Equal Spirits


Biography Equal Spirits

Equal Spirits

The Equal Spirits
project has its beginnings in Raph Clarkson’s love of South African Township Jazz. With the huge legacy gifted to UK Jazz by South African exiled musicians from the 1960s onwards, British/London jazz of the 2000s and 2010s naturally supported music making inspired by South Africa and South African musicians. Raph found himself playing the music of the SA jazz greats in a variety of ensembles, before developing a connection with SA harmonica and piano player Adam Glasser.

Raph’s interest developed to a point where he wanted to delve deeper, and with the support of funding from Help Musicians UK, developed a project with Adam’s help that led to him touring South Africa in 2018 with three different sets of musicians in Johannesburg, Cape Town and Durban, and for which he wrote a set of original material. Such was the success of this trip, that Raph asked Sonny Johns to produce a recording on a return trip in 2020.

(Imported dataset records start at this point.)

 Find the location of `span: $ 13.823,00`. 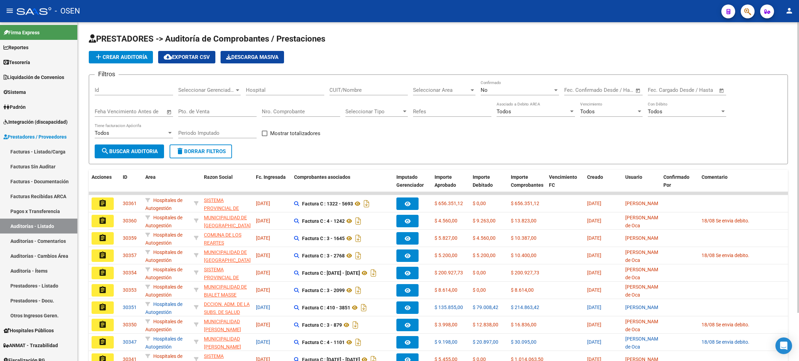

span: $ 13.823,00 is located at coordinates (523, 221).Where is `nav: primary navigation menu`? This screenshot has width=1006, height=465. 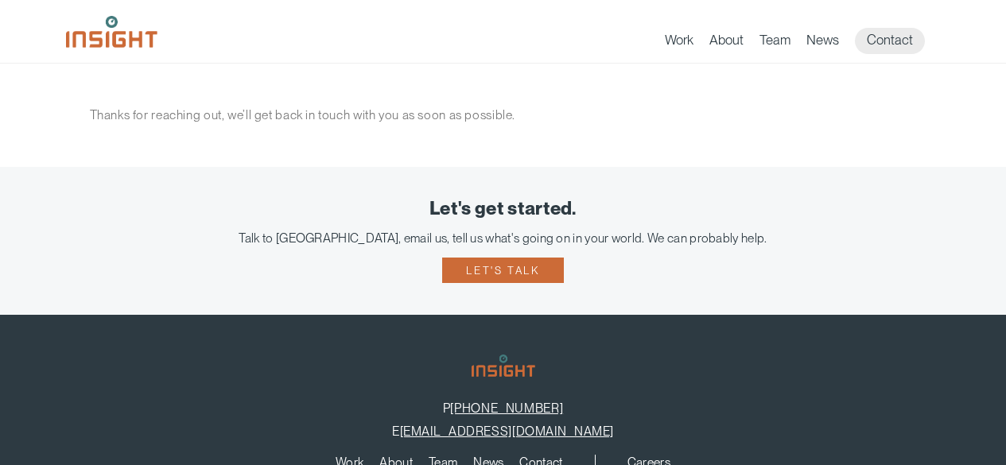
nav: primary navigation menu is located at coordinates (802, 41).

The core rhythm section/ensemble was drawn from the 2018 Johannesburg band, with Nosihe Zulu an audience member for the 2018 Durban gig, who then took on one of the tracks - ‘Skip’ - and wrote her own melody and Zulu lyrics in 2018-19. This led to Raph inviting her to be part of the core 2020 recording.

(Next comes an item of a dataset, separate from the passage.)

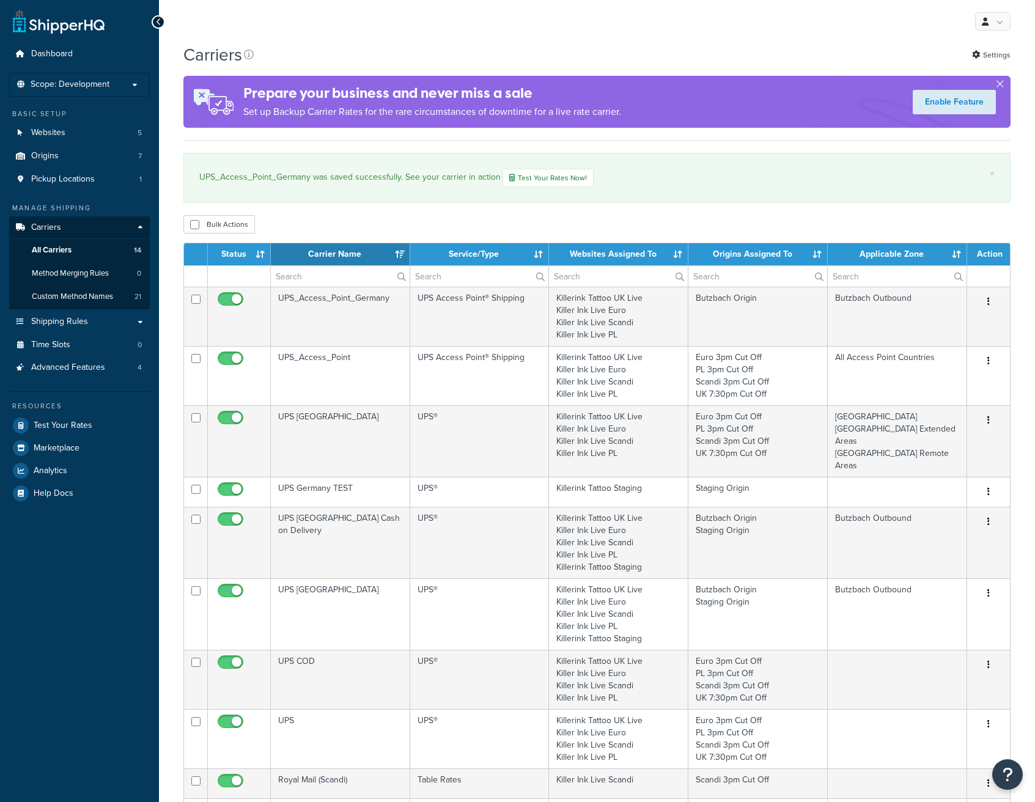 This screenshot has height=802, width=1035. What do you see at coordinates (139, 368) in the screenshot?
I see `span: 4` at bounding box center [139, 368].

When it came to the 2020 recording project, there were three essential creative-process threads:

- fully formed compositions (from 2018) by Raph that gave space for improvisation and creative contributions from the core musicians

- compositions (from 2018) that became Equal collaborations alongside Nosihe and NoZaka, with the vocalists often contributing melodies and lyrics to Raph’s (and Amaeshi Ikechi’s) instrumental sketches

- completely democratic group improvisations, that were later edited into structures by Sonny and Raph, and added to with arrangements for and by UK and SA musicians

The 2020 Johannesburg recording took place at Peter Auret’s famed Sumo Studio - and it became just the first step in an organic process of continued editing, mixing, arrangement, further recording and layering, rearrangement, re- editing, re-mixing, etc, over the next year and a half. A series of UK musicians added their creative and instrumental voices to the record, as did core SA band musicians, with Sonny shaping the process towards the album’s final iteration.

UK contributions ranged from a string quartet, an SATB four piece ‘choir’, to sampling/processing by Elliot Galvin, three different percussionists, synths/church organ/Hammond organ, and a horn section including Mark Lockheart and Chris Batchelor (who was part of Chris Macgregor’s Brotherhood of Breath and has toured South Africa with Tete Mbambisa).

At its heart, the Equal Spirits ensemble and Wise and Waiting are creative endeavours that seek to celebrate our shared humanity, our connectedness, and the precious equality of our deepest artistic expressions.